* TASK DIRECTIONS: What you return must be the full data, repeated verbatim, with no pictures in it.

* ENTRIES SUPPLIED:
Segment Open

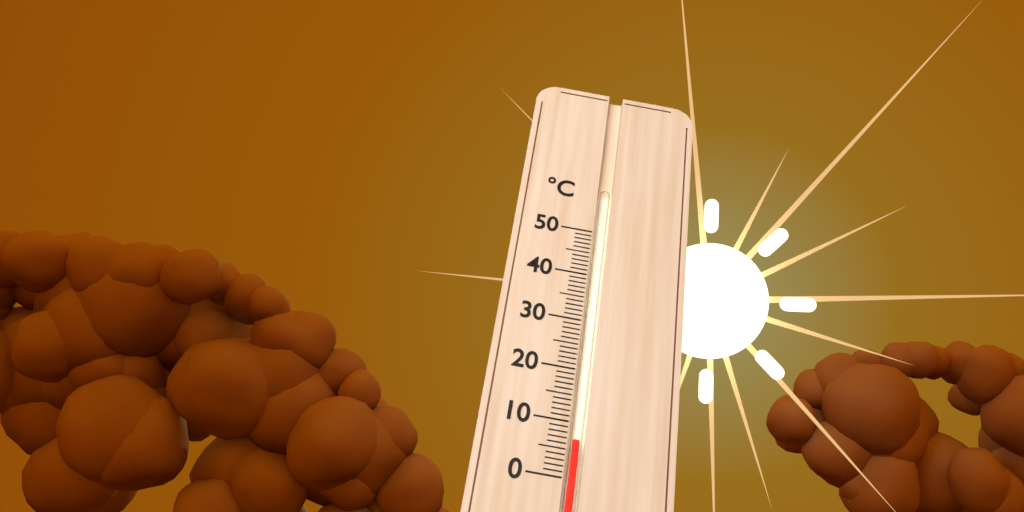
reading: 7 °C
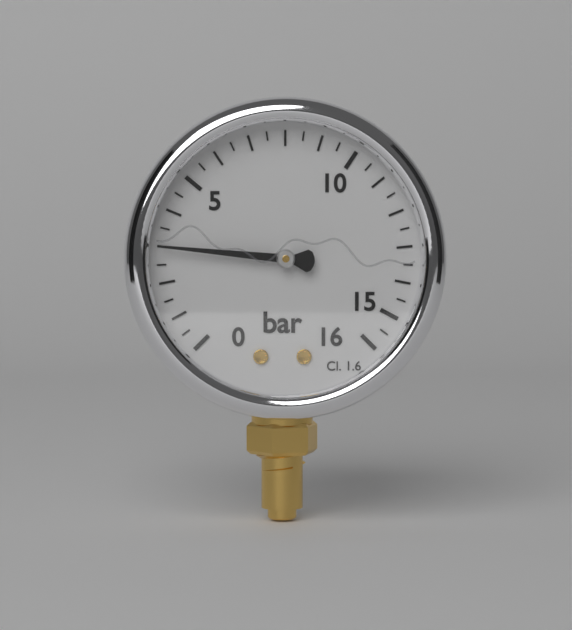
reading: 3.0 bar
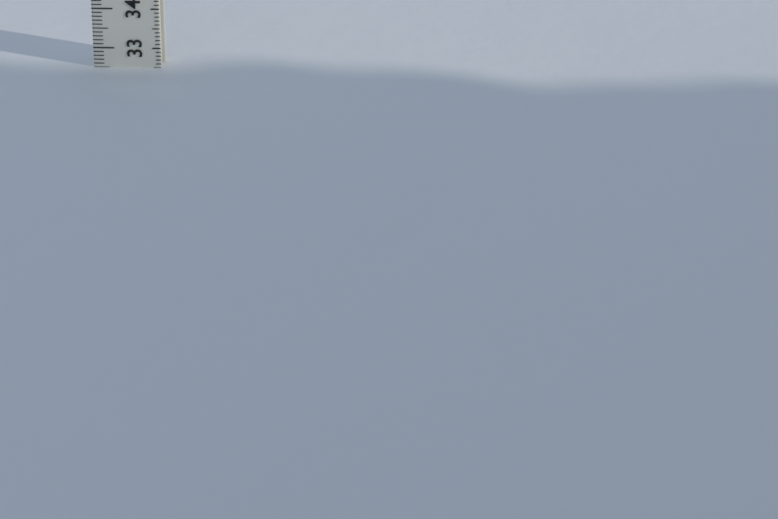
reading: 32.5 (no unit)
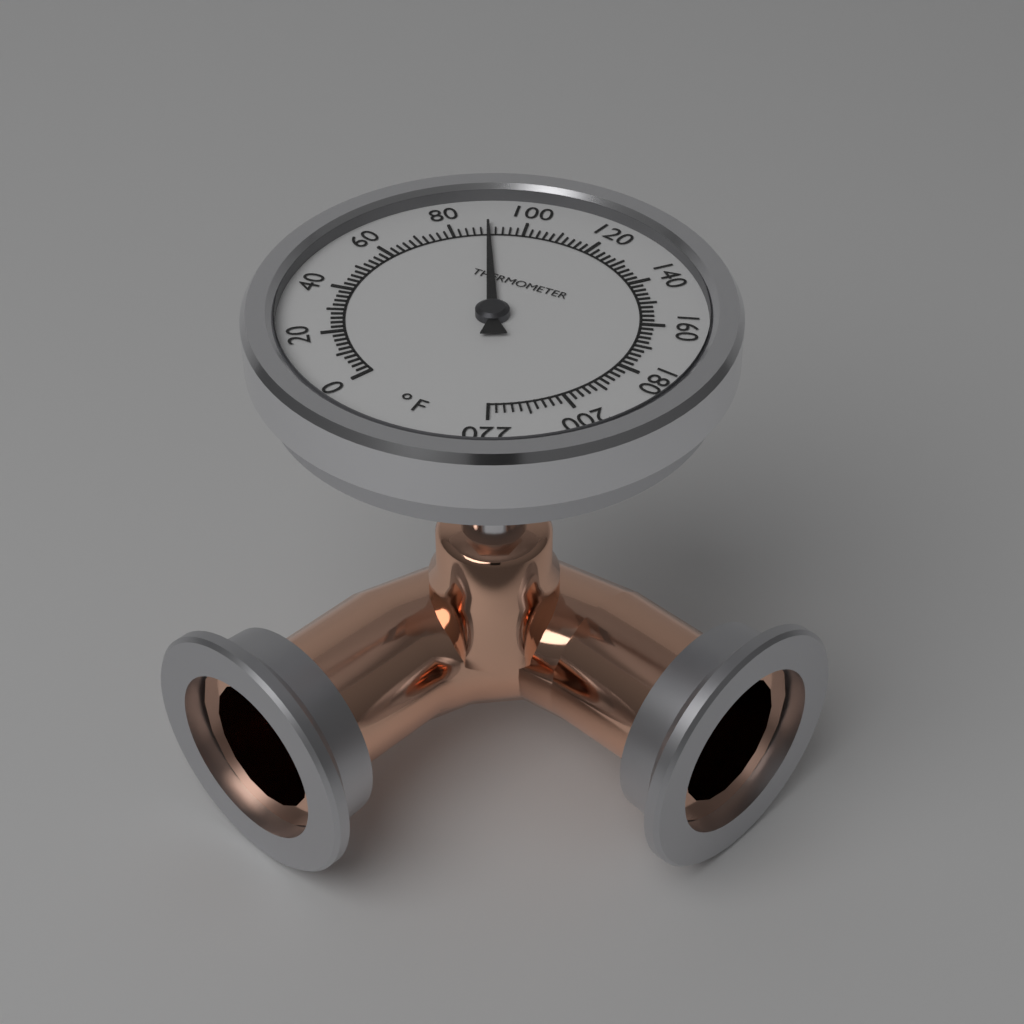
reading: 90 °F
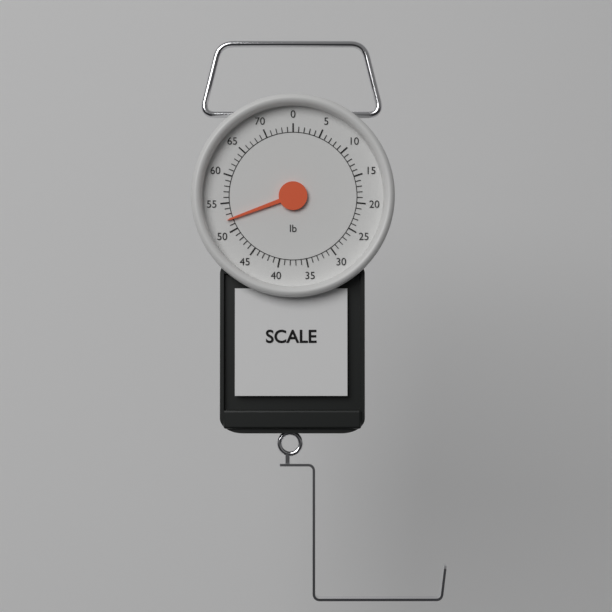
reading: 52 lb
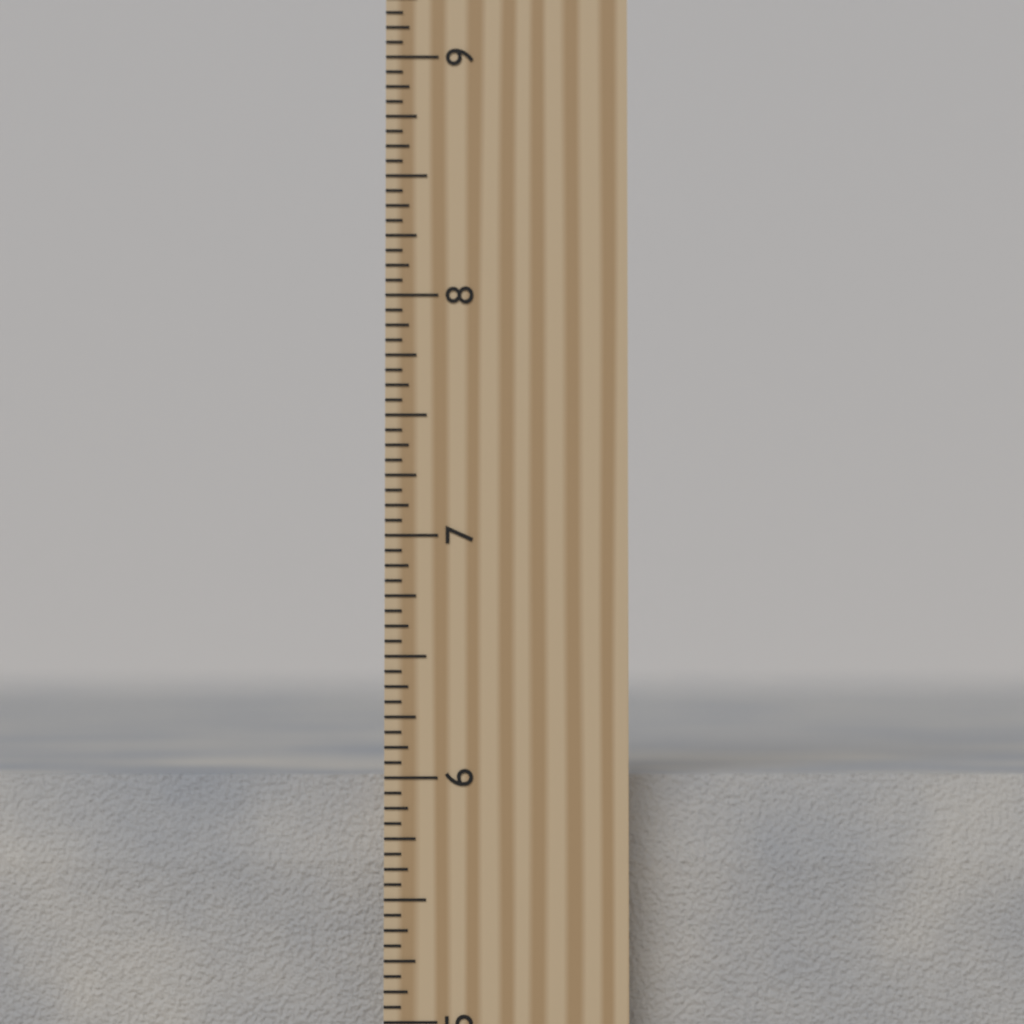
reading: 6.0000 inch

Segment Closed

* RESPONSE TO THE TASK:
reading: 7 °C
reading: 3.0 bar
reading: 32.5 (no unit)
reading: 90 °F
reading: 52 lb
reading: 6.0000 inch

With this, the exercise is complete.